Buch, Englisch, 1000 Seiten
Buch, Englisch, 1000 Seiten
ISBN: 978-1-316-51014-8
Verlag: Cambridge University Press
Histories of Latin literature have often treated the period from the second to the seventh centuries as an epilogue to the main action – and yet the period includes such towering figures as Apuleius, Claudian, Prudentius, Augustine, Jerome, Boethius, and Isidore. The Cambridge History of Later Latin Literature, with fifty chapters by forty-one scholars, is the first book to treat the immensely diverse literature of these six centuries together in such generous detail. The book shows authors responding to momentous changes, and sometimes shaping or resisting them: the rise of Christianity, the introduction of the codex book, and the end of the western Roman Empire. The contributors' accounts of late antique Latin literature do not shy away from controversy, but are always clear, succinct, and authoritative.
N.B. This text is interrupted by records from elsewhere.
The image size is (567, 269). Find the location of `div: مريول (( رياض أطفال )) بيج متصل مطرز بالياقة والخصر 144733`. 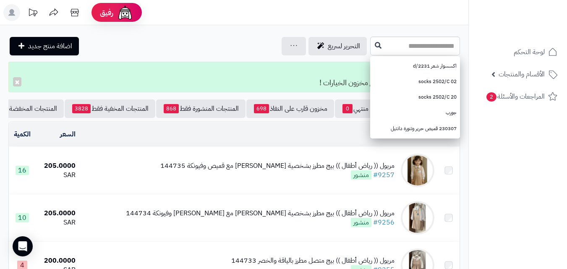

div: مريول (( رياض أطفال )) بيج متصل مطرز بالياقة والخصر 144733 is located at coordinates (313, 261).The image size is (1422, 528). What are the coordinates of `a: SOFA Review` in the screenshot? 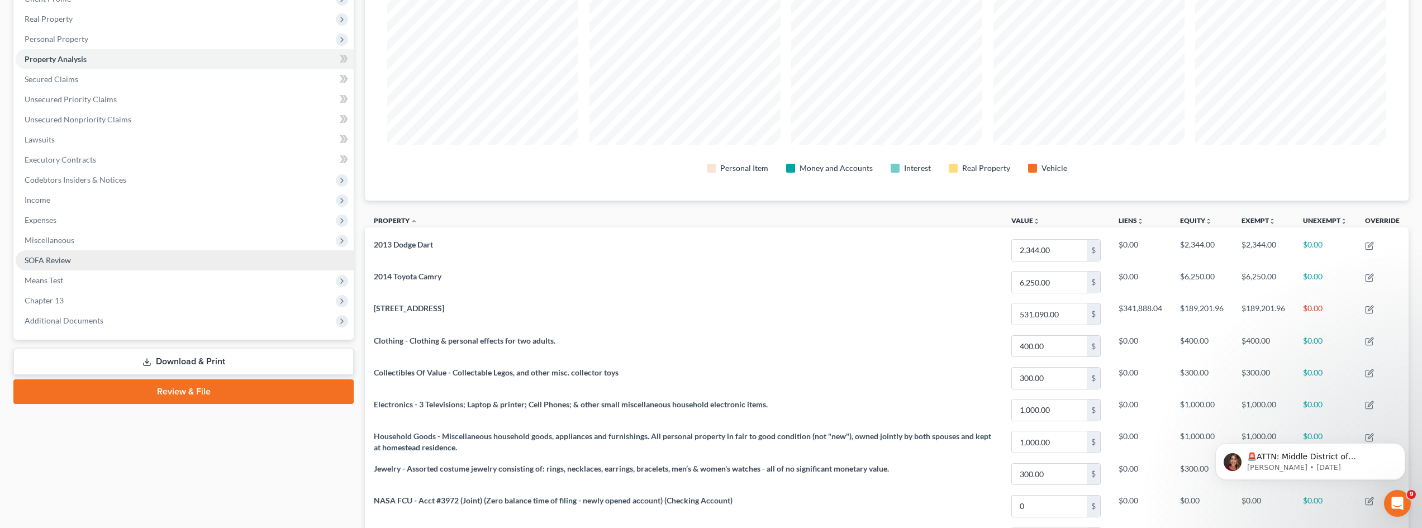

Students and scholars wanting to explore unfamiliar areas of Late Antiquity will find their starting point here.
Autoren/Hrsg.
Weitere Infos & Material
31. Sermons Hildegund Müller; 32. Historical writing Peter Van Nuffelen; 33. Chronicles Richard Burgess; 34. Biography Christa Gray; 35. Epistolography Jennifer Ebbeler; 36. Fiction Lucy Grig and Aaron Pelttari; 37. Legal writing, its forms, and influence Matthijs Wibier; 38. Philosophical writing, its forms, and influence Gerard O'Daly; 39. Technical and encyclopaedic literature Thorsten Fögen; 40. Epic Roger Green; 41. Epigram Nigel Kay; 42. The hymn Jean-Louis Charlet; VI. From the Last Years of the Western Empire to the Seventh Century: 43. Latin literature in early Byzantium Brian Croke; 44. Post-Roman Spain Carmen Codoñer; 45. Vandal and Byzantine North Africa Gregory Hays; 46. Ostrogothic and Byzantine Italy Ian Fielding; 47. Post-Roman Gaul Danuta Shanzer; 48. The post-Roman British Isles Michael Lapidge; 49. Literature and Romanitas in the post-Roman West Danuta Shanzer; Epilogue: the critical opportunity of later Latin literature in the twentieth century Mark Vessey.